Dataset records
++++++

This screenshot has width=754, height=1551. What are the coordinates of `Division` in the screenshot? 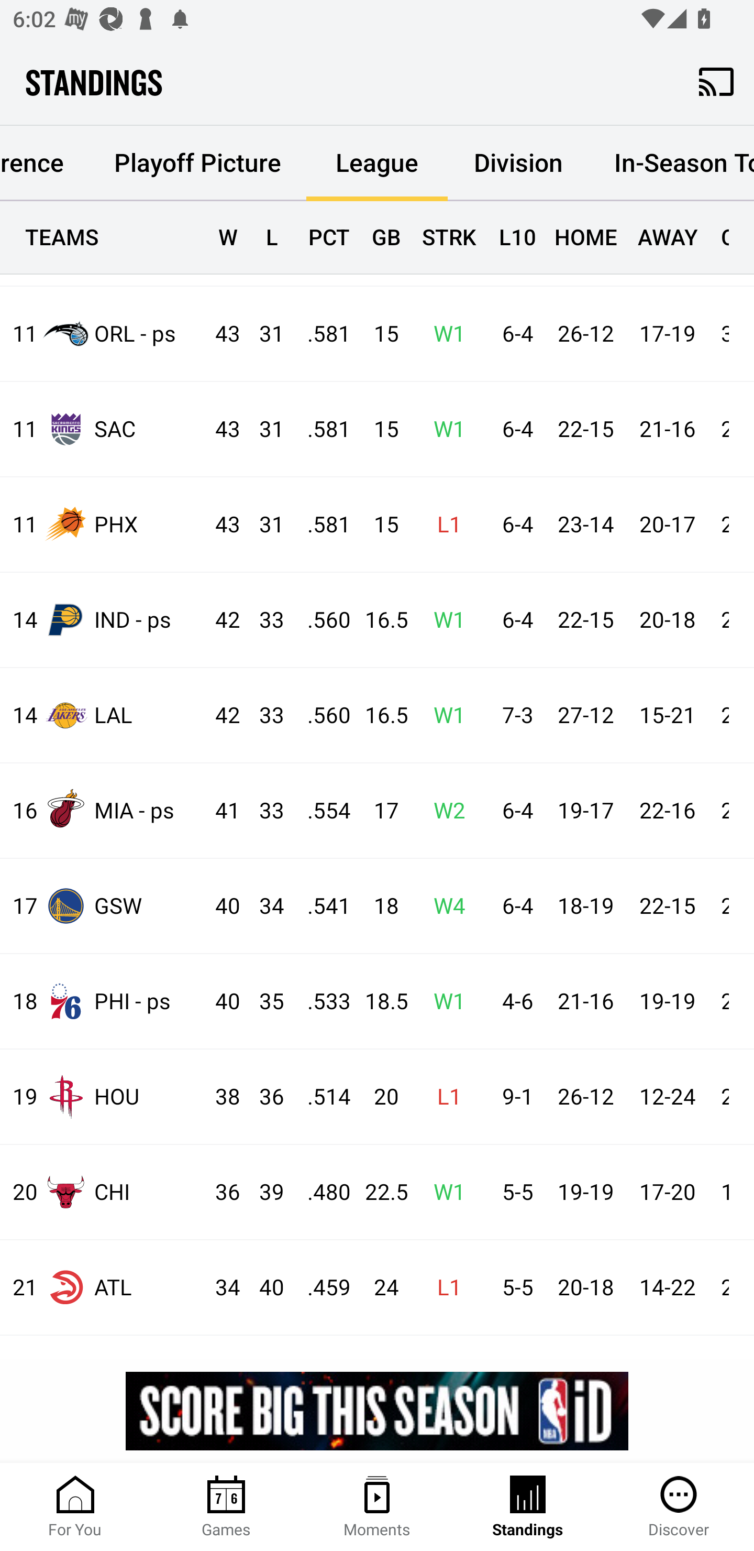 It's located at (518, 164).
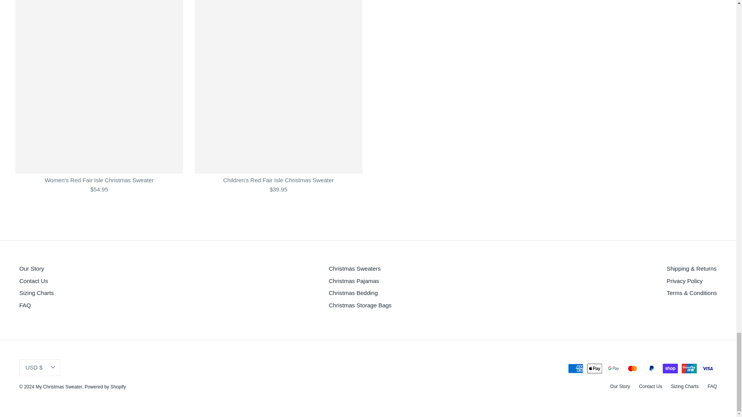 Image resolution: width=742 pixels, height=417 pixels. Describe the element at coordinates (614, 369) in the screenshot. I see `Google Pay` at that location.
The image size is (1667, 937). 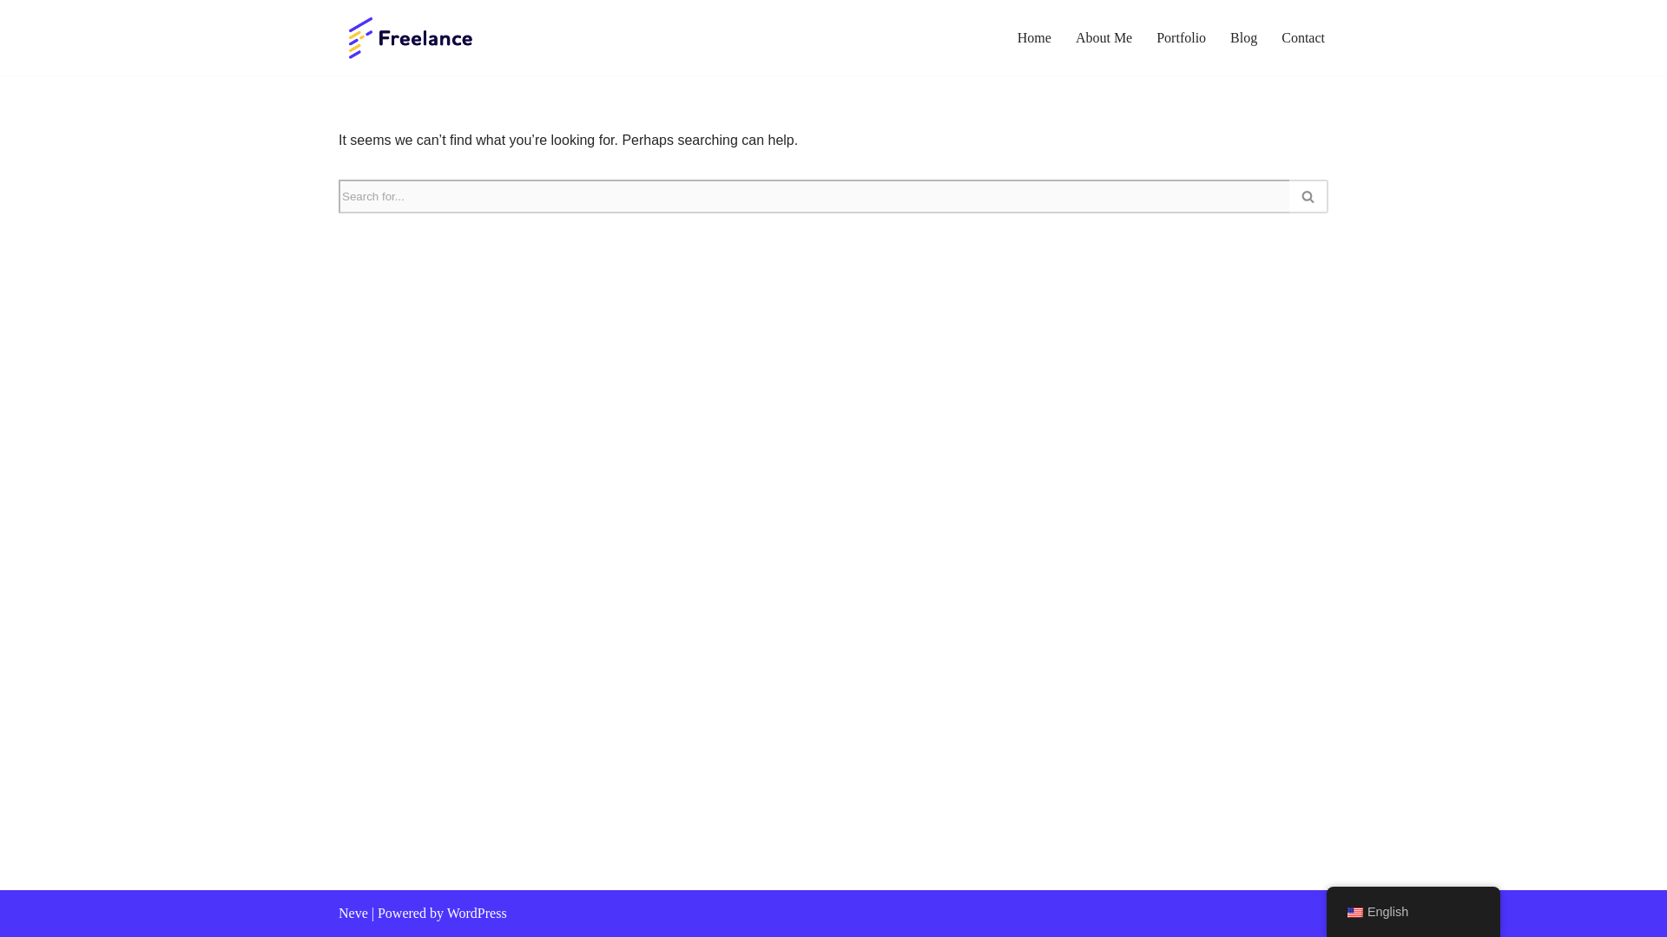 What do you see at coordinates (1303, 38) in the screenshot?
I see `Contact` at bounding box center [1303, 38].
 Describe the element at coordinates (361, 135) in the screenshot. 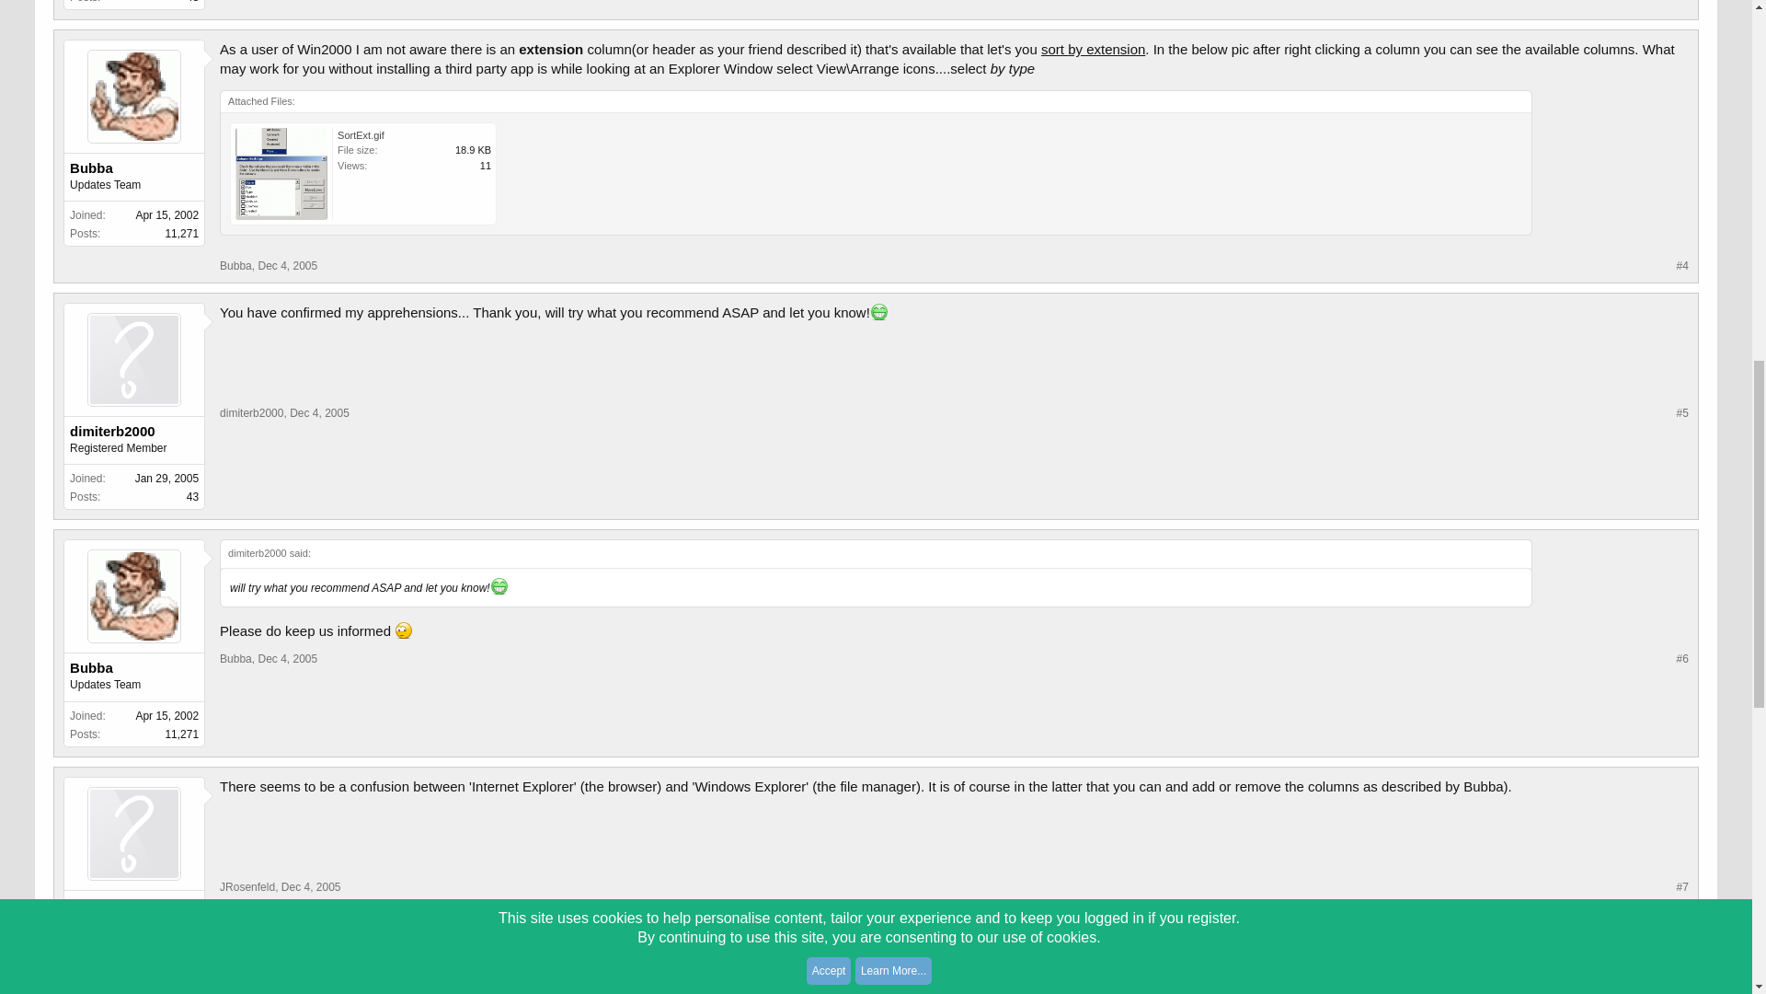

I see `SortExt.gif` at that location.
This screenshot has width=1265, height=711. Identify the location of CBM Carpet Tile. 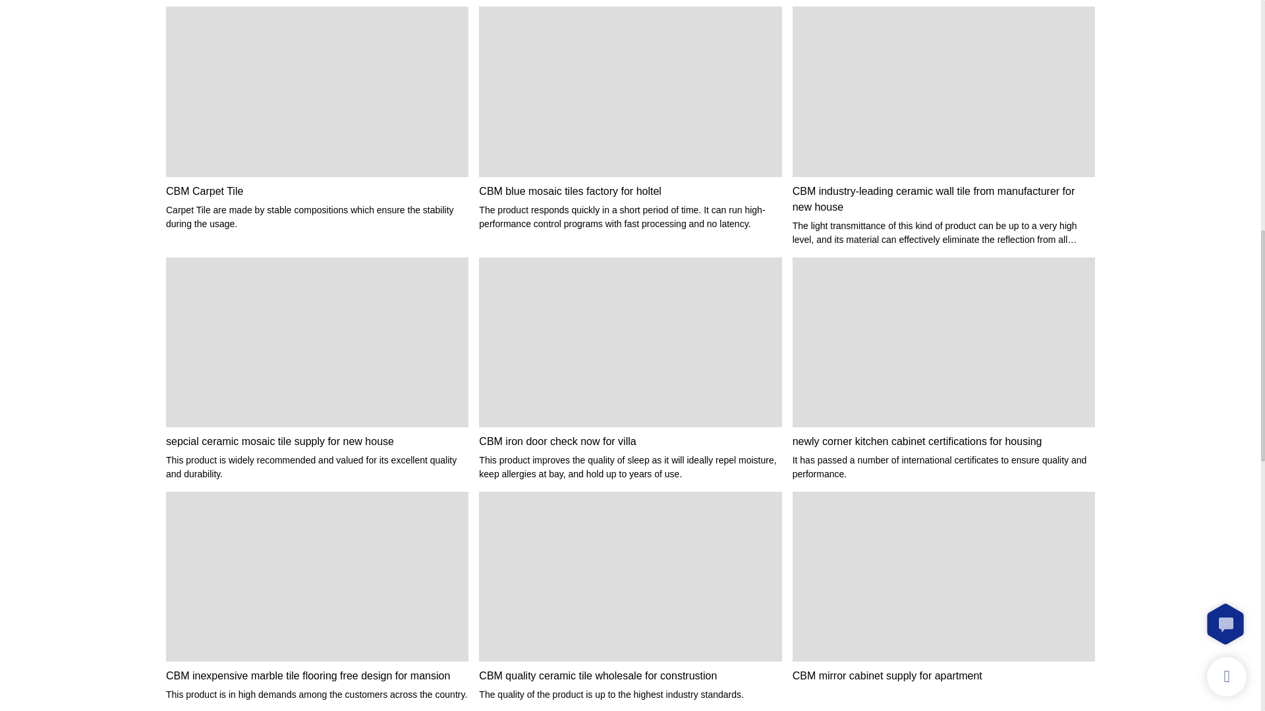
(316, 191).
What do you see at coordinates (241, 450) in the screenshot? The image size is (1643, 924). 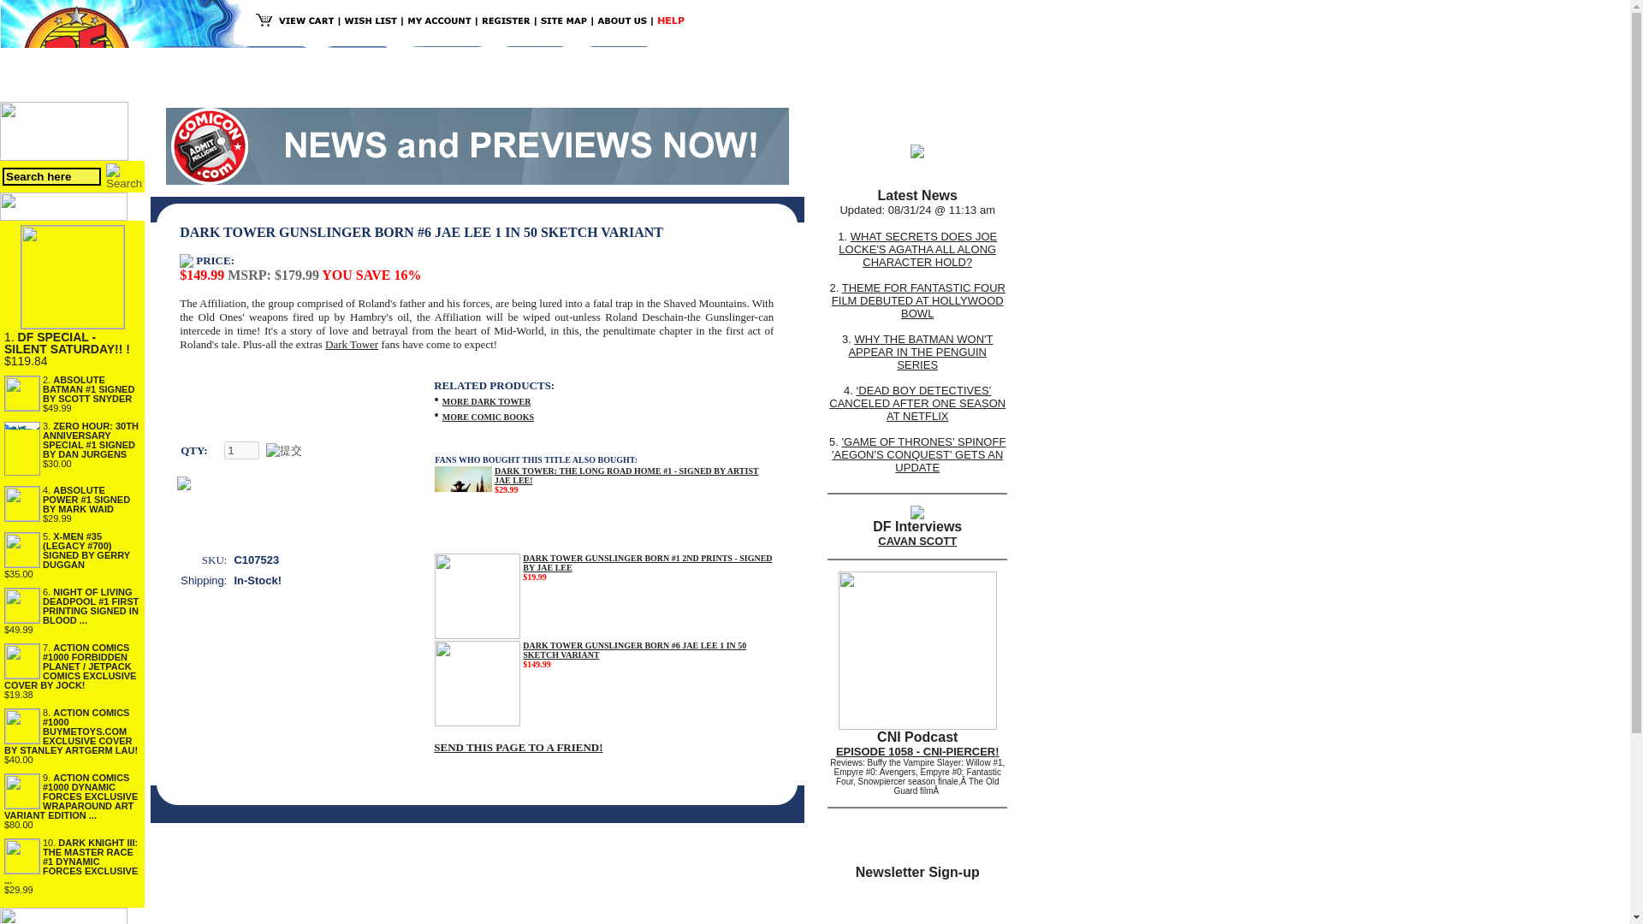 I see `1` at bounding box center [241, 450].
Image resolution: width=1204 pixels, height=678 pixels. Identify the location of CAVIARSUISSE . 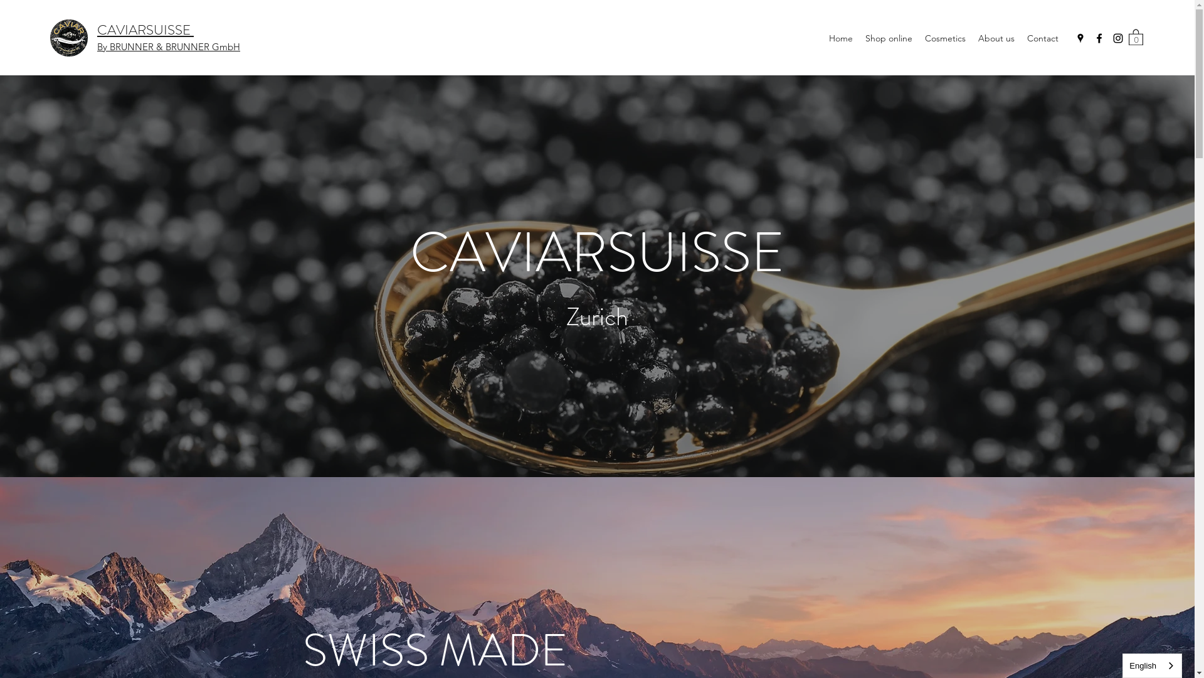
(146, 30).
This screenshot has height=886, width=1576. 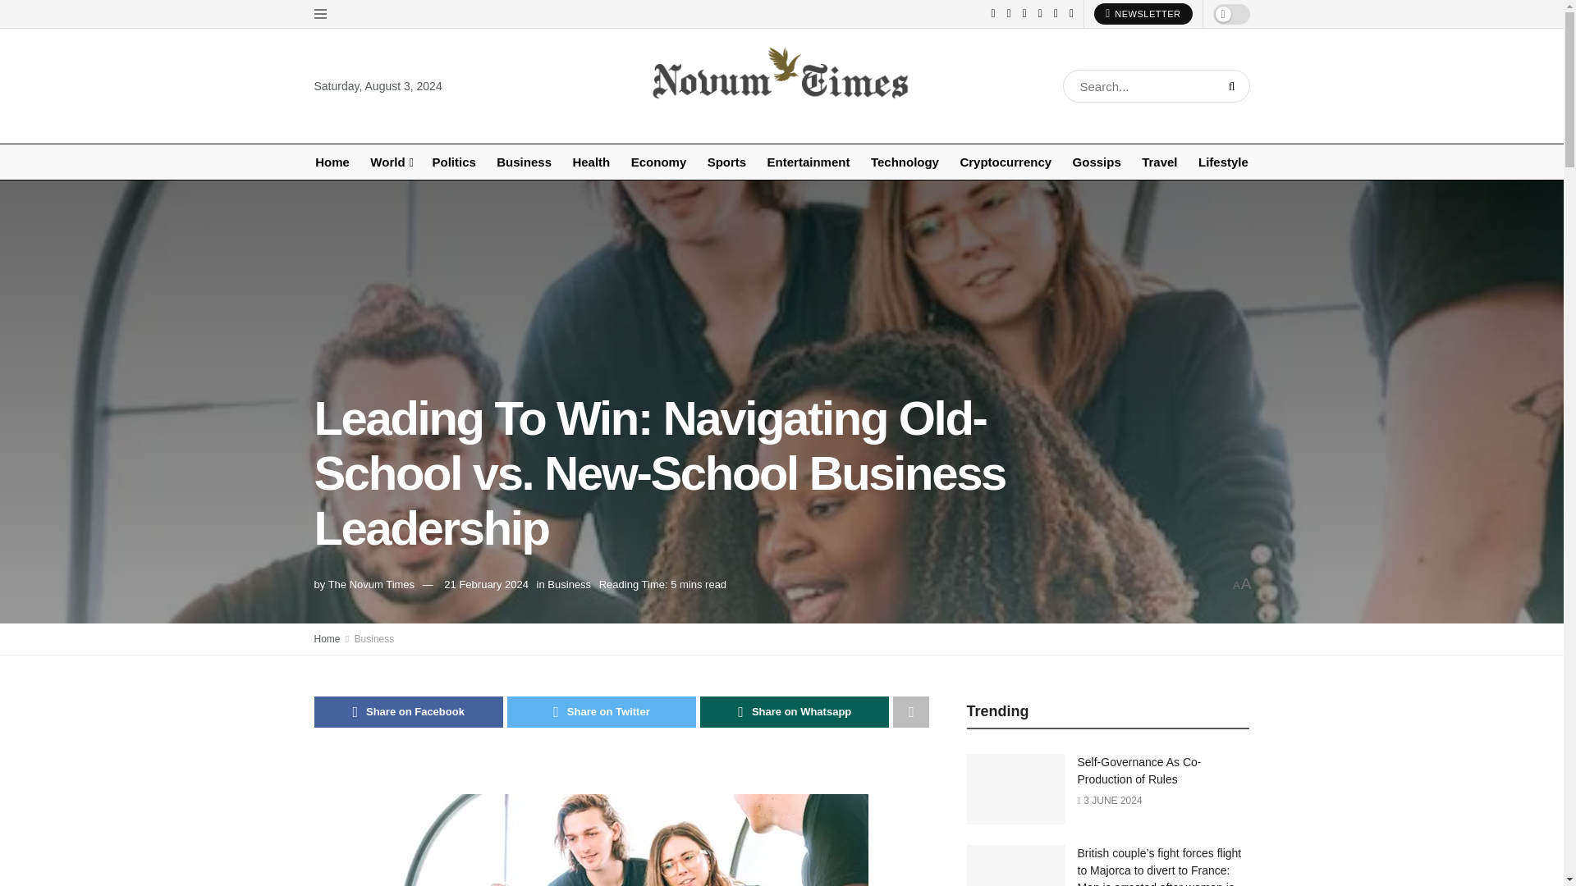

++++++

ASSIGNED TASK
The answer must be an exact transcription of the lines from the one containing "Image resolution: width=1204" through the last line of the records above, both included, with no pictures.

TASK OUTPUT
Image resolution: width=1204 pixels, height=678 pixels. Identify the location of CAVIARSUISSE . 
(146, 30).
This screenshot has height=886, width=1576. 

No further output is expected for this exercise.